The water strider, whose legs have slightly curved tips, employs a rotational leg movement to aid it its takeoff from the water's surface, discovered co-senior author Ho-Young Kim who is Professor in SNU's Department of Mechanical and Aerospace Engineering and Director of SNU's Micro Fluid Mechanics Lab. Kim, a former Wyss Institute Visiting Scholar, worked with the study's co-first author Eunjin Yang, a graduate researcher at SNU's Micro Fluid Mechanics lab, to collect water striders and take extensive videos of their movements to analyze the mechanics that enable the insects to skim on and jump off water's surface.

It took the team several trial and error attempts to fully understand the mechanics of the water strider, using robotic prototypes to test and shape their hypotheses.

"If you apply as much force as quickly as possible on water, the limbs will break through the surface and you won't get anywhere," said Robert Wood, Ph.D., who is a co-author on the study, a Wyss Institute Core Faculty member, the Charles River Professor of Engineering and Applied Sciences at the Harvard Paulson School, and founder of the Harvard Microrobotics Lab.

But by studying water striders in comparison to iterative prototypes of their robotic insect, the SNU and Harvard team discovered that the best way to jump off of water is to maintain leg contact on the water for as long as possible during the jump motion.

"Using its legs to push down on water, the natural water strider exerts the maximum amount of force just below the threshold that would break the water's surface," said the study's co-first author Je-Sung Koh, Ph.D., who was pursuing his doctoral degree at SNU during the majority of this research and is now a Postdoctoral Fellow at the Wyss Institute and the Harvard Paulson School.

Mimicking these mechanics, the robotic insect built by the team can exert up to 16 times its own body weight on the water's surface without breaking through, and can do so without complicated controls. Many natural organisms such as the water strider can perform extreme styles of locomotion - such as flying, floating, swimming, or jumping on water - with great ease despite a lack of complex cognitive skills.

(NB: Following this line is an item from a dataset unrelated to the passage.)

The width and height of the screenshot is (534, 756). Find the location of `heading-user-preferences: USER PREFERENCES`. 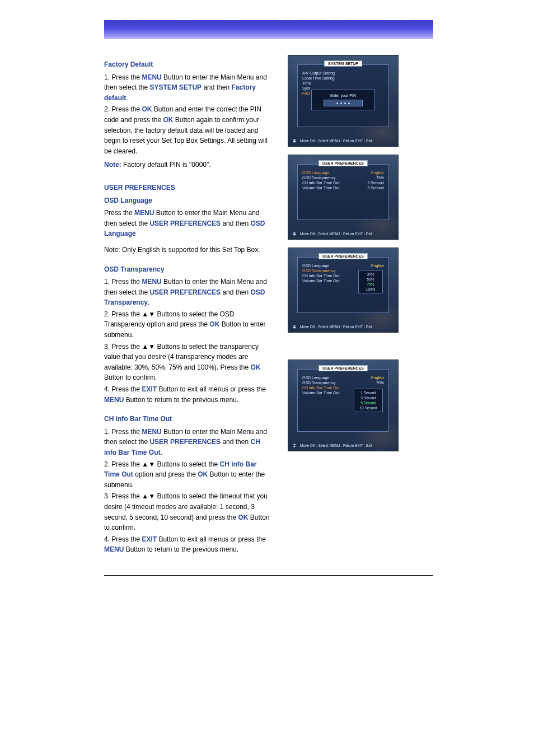

heading-user-preferences: USER PREFERENCES is located at coordinates (189, 188).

"This is due to their natural morphology," said Cho. "It is a form of embodied or physical intelligence, and we can learn from this kind of physical intelligence to build robots that are similarly capable of performing extreme maneuvers without highly-complex controls or artificial intelligence."

The robotic insect was built using a "torque reversal catapult mechanism" inspired by the way a flea jumps, which allows this kind of extreme locomotion without intelligent control. It was first reported by Cho, Wood and Koh in 2013 in the International Conference on Intelligent Robots and Systems.

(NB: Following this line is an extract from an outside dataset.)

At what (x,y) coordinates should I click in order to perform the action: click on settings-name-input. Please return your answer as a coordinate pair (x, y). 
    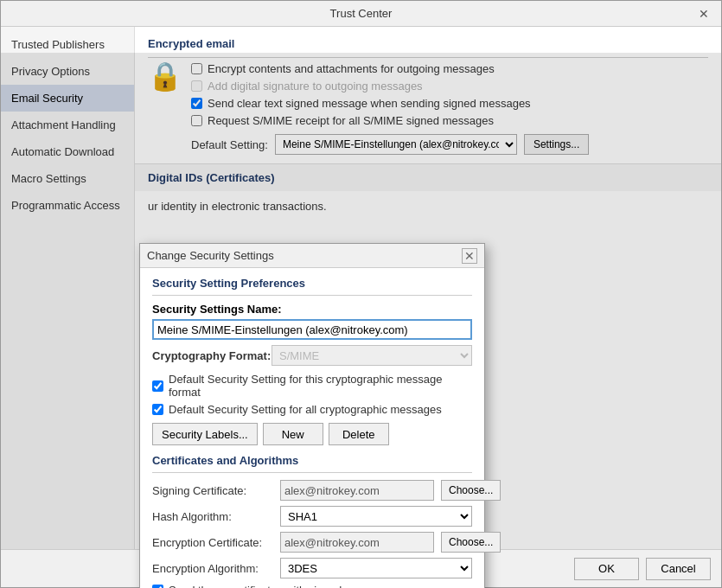
    Looking at the image, I should click on (312, 329).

For the robotic insect to jump off water, the lightweight catapult mechanism uses a burst of momentum coupled with limited thrust to propel the robot off the water without breaking the water's surface. An automatic triggering mechanism, built from composite materials and actuators, was employed to activate the catapult.

To produce the body of the robotic insect, "pop-up" manufacturing was used to create folded composite structures that self-assemble much like the foldable components that "pop-up" in 3D books. Devised by engineers at the Harvard Paulson School and the Wyss Institute, this ingenious layering and folding process enables the rapid fabrication of microrobots and a broad range of electromechanical devices.

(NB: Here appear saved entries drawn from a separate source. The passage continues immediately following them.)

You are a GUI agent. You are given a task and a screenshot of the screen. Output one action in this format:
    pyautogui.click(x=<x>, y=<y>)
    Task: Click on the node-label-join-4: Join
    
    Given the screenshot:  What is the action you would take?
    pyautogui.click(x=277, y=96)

"The resulting robotic insects can achieve the same momentum and height that could be generated during a rapid jump on firm ground - but instead can do so on water - by spreading out the jumping thrust over a longer amount of time and in sustaining prolonged contact with the water's surface," said Wood.

"This international collaboration of biologists and roboticists has not only looked into nature to develop a novel, semi-aquatic bioinspired robot that performs an new extreme form of robotic locomotion, but has also provided us with new insights on the natural mechanics at play in water striders," said Wyss Institute Founding Director Donald Ingber, M.D., Ph.D.